Ascent of the Guadalquivir

The Vikings never had to put up with it! A torch shining in the face and an inquisitive policeman behind it.

It was two o’clock in the morning; I was lying in my sleeping bag on the beach at Sanlucar de Barrameda, beside my boat, waiting for the rising tide which was due in three hours. My plan was to launch the boat and motor inland on the mighty River Guadalquivir to Seville.

This was the route followed by the Norse raiders, by Phoenicians probably and by the gold laden Spanish galleons returning from the New World to unload their fabulous cargoes at Seville’s Torre de Oro.

But back in the present, after the usual identity check and full explanations I was allowed to snuggle down for a few more hours. I was awoken by the gurgling tide as it gently started its inexorable rise, gradually overcoming the outward flow of the river. While early starting fishing boats hurried out to sea in a cacophony of throbbing diesels it was the work of a moment to launch the boat, park the trailer and push off under oars out into the still dark river, towards a slowly blinking channel marker buoy. By the time I passed it, dawn was breaking over the old town of the Duke of Medina Sidonia, to which he returned after his unasked for term of duty in command of the Spanish Armada.

In daylight I could use my engine and now under power, I settled down for a journey that would last as long as the tide was in my favour. My calculations indicated that at about eleven o clock I would have to turn around and retrace my route. I was wondering how far up the waterway I would be able to get.

As the light strengthened I could make out, in the distance, on either side the low banks with their margin of mud flats waiting to be covered by the rising tide. Beyond the banks I knew there stretched the huge rice fields that allow the region to claim to be the biggest producer of rice in the country. Ahead stretched a wide expanse of brown water. As I looked I was amazed to see a multitude of fishes jumping out of the water and as I motored into the midst of them their frenzy continued so that several landed in the boat. I kept three of the best and thereafter tried to return further visitors to the river. Suicidal fish, what next on this exciting waterway!

What was next was to keep an eye on progress by checking off the numbered channel markers, whose function was to guide ocean going vessels as they head for the commercial docks at Seville, eighty kilometers from the sea. I heard a far-off rumble of a diesel engine, looked behind and realized that I would soon be overtaken by one of these vessels which was gradually looming large behind me as I hugged the right hand bank to give her room to pass.

All this time my little outboard engine was pushing me upstream following the winding course of the river so that at times my heading was not north but east and even south of east. Now I was passing permanently moored fishing platforms, operated by lowering enormous gaping nets at the right time in the right season to catch migratory fish attempting to follow the river to its source in the mountains of Cazorla. Friendly river men who came and went in small boats, all with noticeably bigger outboards than mine, tended the platforms. I guessed at times of flood and adverse winds they would need the extra power to go about their business safely and effectively. On my left stretched the famous nature reserve of Coto Donaña and I was aware that within its boundaries roamed lynxes, boars and badgers, while its skies were inhabited by some of the rarest bird species in the world. Down by the river however I was only able to spot harriers, cormorants, herons, sooty terns and gulls. A lone flamingo showed itself, apparently unable to fly but foraging among the reeds at the edge of the water.

After a hurried and early lunch on the move, I realized that the inward flowing tide was slackening as shown by the ever-decreasing ripples on the channel markers. Reluctantly I had set myself a deadline of eleven o’clock and, just short of the riverside village of Queipo, I swung the boat’s head in a wide circle and set off southwards towards the sea, the trailer and the car. The wind was getting up by now, making the water choppy (wind over tide say the sailors), but with the current of the river under my boat and the help of the outgoing tide, I made good time back to the gastronomic delights of Sanlucar; grilled prawns and chilled manzanilla!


[YOUR INSTRUCTIONS] Your response is a verbatim copy of the listing, stripped of its images.

---*---

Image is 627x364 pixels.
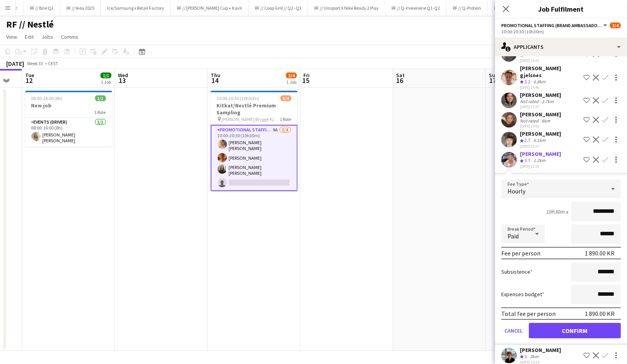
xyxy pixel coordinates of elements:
[31,95,63,101] span: 08:00-16:00 (8h)
[211,125,297,191] app-card-role: Promotional Staffing (Brand Ambassadors)9A3/410:00-20:30 (10h30m)[PERSON_NAME] [PERSON_NAME][PERS...
[308,0,385,15] button: RF // Unisport X Nike Ready 2 Play
[501,249,540,257] div: Fee per person
[6,19,53,30] h1: RF // Nestlé
[222,116,280,122] span: [PERSON_NAME] Brygge Kjøpesenter
[501,23,602,28] span: Promotional Staffing (Brand Ambassadors)
[211,91,297,191] app-job-card: 10:00-20:30 (10h30m)3/4Kitkat/Nestlé Premium Sampling [PERSON_NAME] Brygge Kjøpesenter1 RolePromo...
[520,111,561,118] div: [PERSON_NAME]
[22,32,37,42] a: Edit
[211,102,297,116] h3: Kitkat/Nestlé Premium Sampling
[495,38,627,56] div: Applicants
[520,150,561,157] div: [PERSON_NAME]
[395,76,404,85] span: 16
[385,0,446,15] button: RF // Q-meieriene Q1-Q2
[58,32,81,42] a: Comms
[302,76,309,85] span: 15
[501,310,555,317] div: Total fee per person
[117,76,128,85] span: 13
[528,353,540,360] div: 3km
[507,187,525,195] span: Hourly
[488,76,498,85] span: 17
[495,4,627,14] h3: Job Fulfilment
[520,118,540,124] div: Not rated
[48,61,58,66] div: CEST
[501,29,621,35] div: 10:00-20:30 (10h30m)
[529,323,621,338] button: Confirm
[39,32,56,42] a: Jobs
[25,33,34,40] span: Edit
[211,72,220,78] span: Thu
[520,58,561,63] div: [DATE] 15:41
[532,157,547,164] div: 1.2km
[507,232,519,240] span: Paid
[24,76,34,85] span: 12
[540,98,555,104] div: 3.7km
[520,98,540,104] div: Not rated
[286,72,297,78] span: 3/4
[520,85,580,90] div: [DATE] 15:46
[501,323,526,338] button: Cancel
[520,91,561,98] div: [PERSON_NAME]
[6,33,17,40] span: View
[280,95,291,101] span: 3/4
[61,33,79,40] span: Comms
[26,61,45,66] span: Week 33
[25,118,112,146] app-card-role: Events (Driver)1/108:00-16:00 (8h)[PERSON_NAME] [PERSON_NAME]
[171,0,249,15] button: RF // [PERSON_NAME] Cup + Kavli
[446,0,488,15] button: RF // Q-Protein
[532,78,547,85] div: 6.8km
[249,0,308,15] button: RF // Coop Grill // Q2 -Q3
[95,95,106,101] span: 1/1
[217,95,259,101] span: 10:00-20:30 (10h30m)
[280,116,291,122] span: 1 Role
[610,23,621,28] span: 3/4
[585,310,614,317] div: 1 890.00 KR
[3,32,20,42] a: View
[501,23,608,28] button: Promotional Staffing (Brand Ambassadors)
[540,118,551,124] div: 8km
[520,104,561,109] div: [DATE] 17:27
[501,291,544,298] label: Expenses budget
[41,33,53,40] span: Jobs
[25,91,112,146] app-job-card: 08:00-16:00 (8h)1/1New job1 RoleEvents (Driver)1/108:00-16:00 (8h)[PERSON_NAME] [PERSON_NAME]
[532,137,547,144] div: 6.1km
[520,130,561,137] div: [PERSON_NAME]
[25,72,34,78] span: Tue
[101,0,171,15] button: Ice/Samsung x Retail Factory
[25,102,112,109] h3: New job
[60,0,101,15] button: RF // Ikea 2025
[210,76,220,85] span: 14
[396,72,404,78] span: Sat
[520,346,561,353] div: [PERSON_NAME]
[524,157,530,163] span: 3.7
[24,0,60,15] button: RF // Brie Q2
[286,79,296,85] div: 1 Job
[520,164,561,169] div: [DATE] 12:19
[118,72,128,78] span: Wed
[524,353,527,359] span: 3
[524,78,530,84] span: 3.2
[520,144,561,149] div: [DATE] 15:17
[94,109,106,115] span: 1 Role
[520,124,561,129] div: [DATE] 13:00
[520,65,580,78] div: [PERSON_NAME] gjelsnes
[524,137,530,143] span: 2.7
[100,72,111,78] span: 1/1
[101,79,111,85] div: 1 Job
[488,0,539,15] button: RF // VY Kundeglede
[6,60,24,67] div: [DATE]
[501,268,533,275] label: Subsistence
[585,249,614,257] div: 1 890.00 KR
[303,72,309,78] span: Fri
[546,208,568,215] div: 10h30m x
[489,72,498,78] span: Sun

---*---

[OUTPUT OF THE EXERCISE]
Image is 627x364 pixels.
xyxy pixel coordinates of elements:
[31,95,63,101] span: 08:00-16:00 (8h)
[211,125,297,191] app-card-role: Promotional Staffing (Brand Ambassadors)9A3/410:00-20:30 (10h30m)[PERSON_NAME] [PERSON_NAME][PERS...
[308,0,385,15] button: RF // Unisport X Nike Ready 2 Play
[501,249,540,257] div: Fee per person
[6,19,53,30] h1: RF // Nestlé
[222,116,280,122] span: [PERSON_NAME] Brygge Kjøpesenter
[501,23,602,28] span: Promotional Staffing (Brand Ambassadors)
[211,91,297,191] app-job-card: 10:00-20:30 (10h30m)3/4Kitkat/Nestlé Premium Sampling [PERSON_NAME] Brygge Kjøpesenter1 RolePromo...
[520,111,561,118] div: [PERSON_NAME]
[22,32,37,42] a: Edit
[211,102,297,116] h3: Kitkat/Nestlé Premium Sampling
[495,38,627,56] div: Applicants
[520,150,561,157] div: [PERSON_NAME]
[395,76,404,85] span: 16
[385,0,446,15] button: RF // Q-meieriene Q1-Q2
[58,32,81,42] a: Comms
[302,76,309,85] span: 15
[501,310,555,317] div: Total fee per person
[117,76,128,85] span: 13
[528,353,540,360] div: 3km
[507,187,525,195] span: Hourly
[488,76,498,85] span: 17
[495,4,627,14] h3: Job Fulfilment
[520,118,540,124] div: Not rated
[48,61,58,66] div: CEST
[501,29,621,35] div: 10:00-20:30 (10h30m)
[529,323,621,338] button: Confirm
[39,32,56,42] a: Jobs
[25,33,34,40] span: Edit
[211,72,220,78] span: Thu
[520,58,561,63] div: [DATE] 15:41
[532,157,547,164] div: 1.2km
[507,232,519,240] span: Paid
[24,76,34,85] span: 12
[540,98,555,104] div: 3.7km
[520,98,540,104] div: Not rated
[286,72,297,78] span: 3/4
[520,85,580,90] div: [DATE] 15:46
[501,323,526,338] button: Cancel
[520,91,561,98] div: [PERSON_NAME]
[6,33,17,40] span: View
[280,95,291,101] span: 3/4
[61,33,79,40] span: Comms
[26,61,45,66] span: Week 33
[25,118,112,146] app-card-role: Events (Driver)1/108:00-16:00 (8h)[PERSON_NAME] [PERSON_NAME]
[171,0,249,15] button: RF // [PERSON_NAME] Cup + Kavli
[446,0,488,15] button: RF // Q-Protein
[532,78,547,85] div: 6.8km
[249,0,308,15] button: RF // Coop Grill // Q2 -Q3
[95,95,106,101] span: 1/1
[217,95,259,101] span: 10:00-20:30 (10h30m)
[280,116,291,122] span: 1 Role
[610,23,621,28] span: 3/4
[585,310,614,317] div: 1 890.00 KR
[3,32,20,42] a: View
[501,23,608,28] button: Promotional Staffing (Brand Ambassadors)
[540,118,551,124] div: 8km
[520,104,561,109] div: [DATE] 17:27
[501,291,544,298] label: Expenses budget
[41,33,53,40] span: Jobs
[25,91,112,146] app-job-card: 08:00-16:00 (8h)1/1New job1 RoleEvents (Driver)1/108:00-16:00 (8h)[PERSON_NAME] [PERSON_NAME]
[532,137,547,144] div: 6.1km
[520,130,561,137] div: [PERSON_NAME]
[25,72,34,78] span: Tue
[101,0,171,15] button: Ice/Samsung x Retail Factory
[25,102,112,109] h3: New job
[60,0,101,15] button: RF // Ikea 2025
[210,76,220,85] span: 14
[396,72,404,78] span: Sat
[520,346,561,353] div: [PERSON_NAME]
[524,157,530,163] span: 3.7
[24,0,60,15] button: RF // Brie Q2
[286,79,296,85] div: 1 Job
[520,164,561,169] div: [DATE] 12:19
[118,72,128,78] span: Wed
[524,353,527,359] span: 3
[524,78,530,84] span: 3.2
[520,144,561,149] div: [DATE] 15:17
[94,109,106,115] span: 1 Role
[520,124,561,129] div: [DATE] 13:00
[520,65,580,78] div: [PERSON_NAME] gjelsnes
[524,137,530,143] span: 2.7
[100,72,111,78] span: 1/1
[101,79,111,85] div: 1 Job
[488,0,539,15] button: RF // VY Kundeglede
[6,60,24,67] div: [DATE]
[501,268,533,275] label: Subsistence
[585,249,614,257] div: 1 890.00 KR
[303,72,309,78] span: Fri
[546,208,568,215] div: 10h30m x
[489,72,498,78] span: Sun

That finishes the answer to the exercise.